On Sun, Jul 28, 2013 at 10:42 AM, Nevin Liber <nevin@eviloverlord.com> wrote:
On 28 July 2013 11:44, Gabriel Dos Reis <gdr@cs.tamu.edu> wrote:
We shouldn't be doing anything in rash.

Who is arguing for a rash decision?  This sounds like a straw man to me.

As far as I can tell, we are exploring how to meet this very real need of programs (efficiently turning a buffer of raw data into something which has structure), which is currently being met (either accidentally or deliberately) by relying on certain undefined behavior not being undefined in any practical sense.
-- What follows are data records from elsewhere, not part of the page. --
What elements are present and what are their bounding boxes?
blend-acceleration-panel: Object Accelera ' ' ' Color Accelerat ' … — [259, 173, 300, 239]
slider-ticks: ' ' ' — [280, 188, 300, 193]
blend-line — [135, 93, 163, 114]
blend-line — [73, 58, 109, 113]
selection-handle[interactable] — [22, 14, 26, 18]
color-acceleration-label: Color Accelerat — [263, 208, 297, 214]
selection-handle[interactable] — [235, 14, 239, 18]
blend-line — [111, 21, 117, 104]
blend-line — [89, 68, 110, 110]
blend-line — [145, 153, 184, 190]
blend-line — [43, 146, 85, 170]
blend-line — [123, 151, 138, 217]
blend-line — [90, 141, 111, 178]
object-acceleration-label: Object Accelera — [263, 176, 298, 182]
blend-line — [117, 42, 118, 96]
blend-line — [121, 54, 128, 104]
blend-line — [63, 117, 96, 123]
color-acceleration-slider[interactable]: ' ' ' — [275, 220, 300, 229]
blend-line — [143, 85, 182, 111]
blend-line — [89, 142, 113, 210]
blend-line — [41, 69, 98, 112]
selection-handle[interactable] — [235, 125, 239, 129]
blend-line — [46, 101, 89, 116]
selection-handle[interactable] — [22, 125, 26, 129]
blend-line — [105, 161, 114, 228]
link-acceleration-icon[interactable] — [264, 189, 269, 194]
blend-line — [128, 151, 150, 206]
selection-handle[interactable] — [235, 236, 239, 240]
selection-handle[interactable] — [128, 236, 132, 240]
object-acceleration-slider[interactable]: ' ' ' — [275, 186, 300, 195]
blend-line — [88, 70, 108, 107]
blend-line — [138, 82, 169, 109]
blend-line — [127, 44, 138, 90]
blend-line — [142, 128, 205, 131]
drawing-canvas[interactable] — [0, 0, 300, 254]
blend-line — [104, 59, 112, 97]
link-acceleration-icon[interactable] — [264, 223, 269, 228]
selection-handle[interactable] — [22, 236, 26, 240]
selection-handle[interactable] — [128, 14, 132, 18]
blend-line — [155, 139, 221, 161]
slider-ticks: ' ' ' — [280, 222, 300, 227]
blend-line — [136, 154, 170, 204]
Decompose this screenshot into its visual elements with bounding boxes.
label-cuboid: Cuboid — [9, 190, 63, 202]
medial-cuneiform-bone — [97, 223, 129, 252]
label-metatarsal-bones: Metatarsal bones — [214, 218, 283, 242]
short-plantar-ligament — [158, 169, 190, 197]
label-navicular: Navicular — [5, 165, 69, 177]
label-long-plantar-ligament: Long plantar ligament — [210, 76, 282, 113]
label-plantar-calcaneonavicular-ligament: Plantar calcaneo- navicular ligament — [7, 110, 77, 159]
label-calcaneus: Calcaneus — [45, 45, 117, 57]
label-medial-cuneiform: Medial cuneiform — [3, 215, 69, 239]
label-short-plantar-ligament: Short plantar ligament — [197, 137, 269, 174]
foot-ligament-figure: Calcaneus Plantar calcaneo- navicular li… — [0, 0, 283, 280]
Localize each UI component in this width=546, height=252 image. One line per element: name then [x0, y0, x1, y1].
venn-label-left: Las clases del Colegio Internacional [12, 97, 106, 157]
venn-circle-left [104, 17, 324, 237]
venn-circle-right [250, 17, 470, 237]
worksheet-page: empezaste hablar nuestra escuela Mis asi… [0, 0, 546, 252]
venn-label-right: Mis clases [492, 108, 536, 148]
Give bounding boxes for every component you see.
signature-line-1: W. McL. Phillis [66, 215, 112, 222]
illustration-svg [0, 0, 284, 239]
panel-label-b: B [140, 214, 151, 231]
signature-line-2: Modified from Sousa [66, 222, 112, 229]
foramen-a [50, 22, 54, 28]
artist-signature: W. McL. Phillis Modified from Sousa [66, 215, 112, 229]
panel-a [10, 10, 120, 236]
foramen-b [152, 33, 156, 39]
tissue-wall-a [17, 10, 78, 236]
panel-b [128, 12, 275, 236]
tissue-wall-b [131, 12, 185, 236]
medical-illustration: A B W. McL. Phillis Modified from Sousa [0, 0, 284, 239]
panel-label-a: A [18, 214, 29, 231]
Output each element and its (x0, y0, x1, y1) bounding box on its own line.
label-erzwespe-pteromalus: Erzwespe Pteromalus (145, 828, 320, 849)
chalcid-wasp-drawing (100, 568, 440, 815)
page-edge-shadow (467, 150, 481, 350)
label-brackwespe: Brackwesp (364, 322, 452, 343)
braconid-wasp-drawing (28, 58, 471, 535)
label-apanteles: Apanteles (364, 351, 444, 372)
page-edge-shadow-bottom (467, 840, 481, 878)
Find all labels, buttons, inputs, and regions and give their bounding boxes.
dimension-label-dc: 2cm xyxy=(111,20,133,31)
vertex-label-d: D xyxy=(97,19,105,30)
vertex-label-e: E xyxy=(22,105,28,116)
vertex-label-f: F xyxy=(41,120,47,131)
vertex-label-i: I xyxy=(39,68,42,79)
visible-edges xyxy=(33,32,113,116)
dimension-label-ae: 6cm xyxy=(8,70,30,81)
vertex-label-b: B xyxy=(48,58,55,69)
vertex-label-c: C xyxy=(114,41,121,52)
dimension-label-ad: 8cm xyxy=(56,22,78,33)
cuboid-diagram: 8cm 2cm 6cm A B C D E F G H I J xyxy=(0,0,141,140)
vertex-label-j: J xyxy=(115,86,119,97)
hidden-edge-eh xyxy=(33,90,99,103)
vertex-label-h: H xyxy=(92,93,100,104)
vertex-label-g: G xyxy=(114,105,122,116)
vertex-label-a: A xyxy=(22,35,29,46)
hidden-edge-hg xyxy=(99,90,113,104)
FWIW, I don't agree that such code necessarily has undefined behavior. Consider this ugly code, which is the kind of thing people have been writing for years:

ALIGNED(16) char buffer[BUFFER_SIZE];
size_t buffer_pos, buffer_read;

T *get_from_network() {
  if (buffer_pos + sizeof(T) < buffer_read) read_more_into_buffer(sizeof(T));
  assert(is_suitably_aligned_for<T>(buffer+buffer_pos));
  return (T*)buffer[buffer_pos];
}

Now, [basic.life]p1 says that, unless the object has non-trivial initialization, its lifetime begins "when storage with the proper alignment and size for type T is obtained". The wording here is circular, because we don't know whether an object is being initialized until we know whether its lifetime begins, and vice versa, but it can be argued that the lifetime of a T object began *before* the data was copied into the buffer, because storage with suitable size and alignment was obtained before that point.

More generally, my view of how the lifetime rules in [basic.life]p1 are intended to work is:
 * If there exists a set of times when objects' lifetimes begin and end, and that set gives the program defined behavior, then the program has defined behavior
 * Otherwise, the program has undefined behavior

(In effect, the programmer chooses when lifetimes begin and end, and does not need to write this intent in the source code.) Different choices of lifetime beginning/end can only change whether the program has defined behavior, and cannot imbue it with two different defined behaviors, so this approach seems to be coherent, and (I think) captures what people expect.

(The [basic.life]p1 rules are also somewhat defective, because obtaining storage of suitable size and alignment for an object of class type without a trivial default constructor should not start the lifetime of such an object, but if the object is not initialized, the relevant rule does not apply.)